Kate Fenner reveals intimate new album ‘Dead Reckoning’

Canadian Singer Songwriter and lionhearted truth teller Kate Fenner’s new album “Dead Reckoning” carries the existential weight of life, death and shared trauma on it’s shoulders, and as such becomes a challenge to sum up in words. It’s the palpable and unprecedented depth of the emotion and raw energy that is Kate Fenner‘s currency here. When facing genuine hardship, wisdom may rear it’s elusive head and all else seems trivial compared to it’s looming presence. Out of struggle and self-reflection, Kate Fenner has created an album beyond simplistic definitions and worthy of study. Kate’s uniquely powerful voice is both haunting and fragile throughout. For anyone dealing with loss, death or the relentless struggle in between, there are ample gems to discover throughout “Dead Reckoning”. In the tradition of artists like Joni Mitchell, Leonard Cohen and Patti Smith, this is indeed serious music dealing with intensely human themes.

Kate Fenner on Dead Reckoning: “When my friend Mike was dying in December of 2019, I came across an Amy Hempel poem about the failure of language when faced with things like death— “

At the end, I wanted to comfort him.  But what I said was, Sing to it. The  Arab proverb: When danger approaches, sing to it.”

Mike was not the first loss, nor was he to be the last, in the past few years of my life. My parents went, naturally; but it was the consecutive losses of my friends—bandmates, soulmates, mentors—that stung and bewildered; each one barely fifty years old when cruel variations on cancer made their way through my friends’ bodies, turning off all the lights.

In some cases, I was fortunate enough to be with them through this process, allowed to love and care for them at this most intimate juncture. In every case, I was tempted by the idea that I could make it better for them. That I could give them something to take with them, and they could leave something behind for me to hold, something slight but durable to set me in my life. In the end, all I felt I did was walk them to the threshold and watch them disappear. The term “dead reckoning,” apart from it signifying in this case just what it sounds like, is a navigational strategy to recalculate your position by estimating the direction, the drift, and the distance you’ve travelled.

I know life by definition is contoured by the loss of it. This time feels particularly burdened with loss, real and impending; maybe every time has felt that way. I’m left with love as the only defense—loving people and letting them know they were loved by you. Dead Reckoning really is a reckoning during a period of seemingly endless loss and an attempt to determine a “way of living that is not waiting,” as I recently heard poet Jorie Graham say in an interview. Singing is my way of loving, loving even danger. Here I sing to my friends, my parents; their ghosts; and to you. I hope you can hear it.”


**EXERCISE GOAL**
Exact repetition of the data is the whole task.

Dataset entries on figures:
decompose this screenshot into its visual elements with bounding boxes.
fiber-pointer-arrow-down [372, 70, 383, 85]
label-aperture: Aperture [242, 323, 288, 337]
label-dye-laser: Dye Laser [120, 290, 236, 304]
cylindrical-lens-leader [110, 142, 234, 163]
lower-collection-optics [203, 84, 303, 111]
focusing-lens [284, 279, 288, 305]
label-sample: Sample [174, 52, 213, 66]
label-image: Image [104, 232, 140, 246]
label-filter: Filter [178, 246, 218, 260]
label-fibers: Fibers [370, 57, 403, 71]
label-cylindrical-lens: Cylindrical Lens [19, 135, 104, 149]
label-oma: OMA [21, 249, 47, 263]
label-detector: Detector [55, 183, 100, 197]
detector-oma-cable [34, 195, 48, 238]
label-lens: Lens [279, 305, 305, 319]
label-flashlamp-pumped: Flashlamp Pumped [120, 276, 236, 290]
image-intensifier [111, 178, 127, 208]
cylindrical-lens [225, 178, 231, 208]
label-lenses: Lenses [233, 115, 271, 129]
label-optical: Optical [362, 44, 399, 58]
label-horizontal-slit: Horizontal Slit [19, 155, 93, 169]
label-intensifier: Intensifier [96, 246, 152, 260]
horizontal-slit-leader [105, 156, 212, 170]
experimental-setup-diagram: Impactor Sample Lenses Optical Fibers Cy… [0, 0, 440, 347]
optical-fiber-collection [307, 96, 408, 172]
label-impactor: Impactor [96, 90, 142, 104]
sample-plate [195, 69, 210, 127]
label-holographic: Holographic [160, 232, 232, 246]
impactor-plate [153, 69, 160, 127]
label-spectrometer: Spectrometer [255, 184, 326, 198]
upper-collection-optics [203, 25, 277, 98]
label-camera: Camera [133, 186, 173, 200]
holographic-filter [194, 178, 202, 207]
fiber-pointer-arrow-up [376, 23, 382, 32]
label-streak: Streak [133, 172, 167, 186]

**SOLUTION**
decompose this screenshot into its visual elements with bounding boxes.
fiber-pointer-arrow-down [372, 70, 383, 85]
label-aperture: Aperture [242, 323, 288, 337]
label-dye-laser: Dye Laser [120, 290, 236, 304]
cylindrical-lens-leader [110, 142, 234, 163]
lower-collection-optics [203, 84, 303, 111]
focusing-lens [284, 279, 288, 305]
label-sample: Sample [174, 52, 213, 66]
label-image: Image [104, 232, 140, 246]
label-filter: Filter [178, 246, 218, 260]
label-fibers: Fibers [370, 57, 403, 71]
label-cylindrical-lens: Cylindrical Lens [19, 135, 104, 149]
label-oma: OMA [21, 249, 47, 263]
label-detector: Detector [55, 183, 100, 197]
detector-oma-cable [34, 195, 48, 238]
label-lens: Lens [279, 305, 305, 319]
label-flashlamp-pumped: Flashlamp Pumped [120, 276, 236, 290]
image-intensifier [111, 178, 127, 208]
cylindrical-lens [225, 178, 231, 208]
label-lenses: Lenses [233, 115, 271, 129]
label-optical: Optical [362, 44, 399, 58]
label-horizontal-slit: Horizontal Slit [19, 155, 93, 169]
label-intensifier: Intensifier [96, 246, 152, 260]
horizontal-slit-leader [105, 156, 212, 170]
experimental-setup-diagram: Impactor Sample Lenses Optical Fibers Cy… [0, 0, 440, 347]
optical-fiber-collection [307, 96, 408, 172]
label-impactor: Impactor [96, 90, 142, 104]
sample-plate [195, 69, 210, 127]
label-holographic: Holographic [160, 232, 232, 246]
impactor-plate [153, 69, 160, 127]
label-spectrometer: Spectrometer [255, 184, 326, 198]
upper-collection-optics [203, 25, 277, 98]
label-camera: Camera [133, 186, 173, 200]
holographic-filter [194, 178, 202, 207]
fiber-pointer-arrow-up [376, 23, 382, 32]
label-streak: Streak [133, 172, 167, 186]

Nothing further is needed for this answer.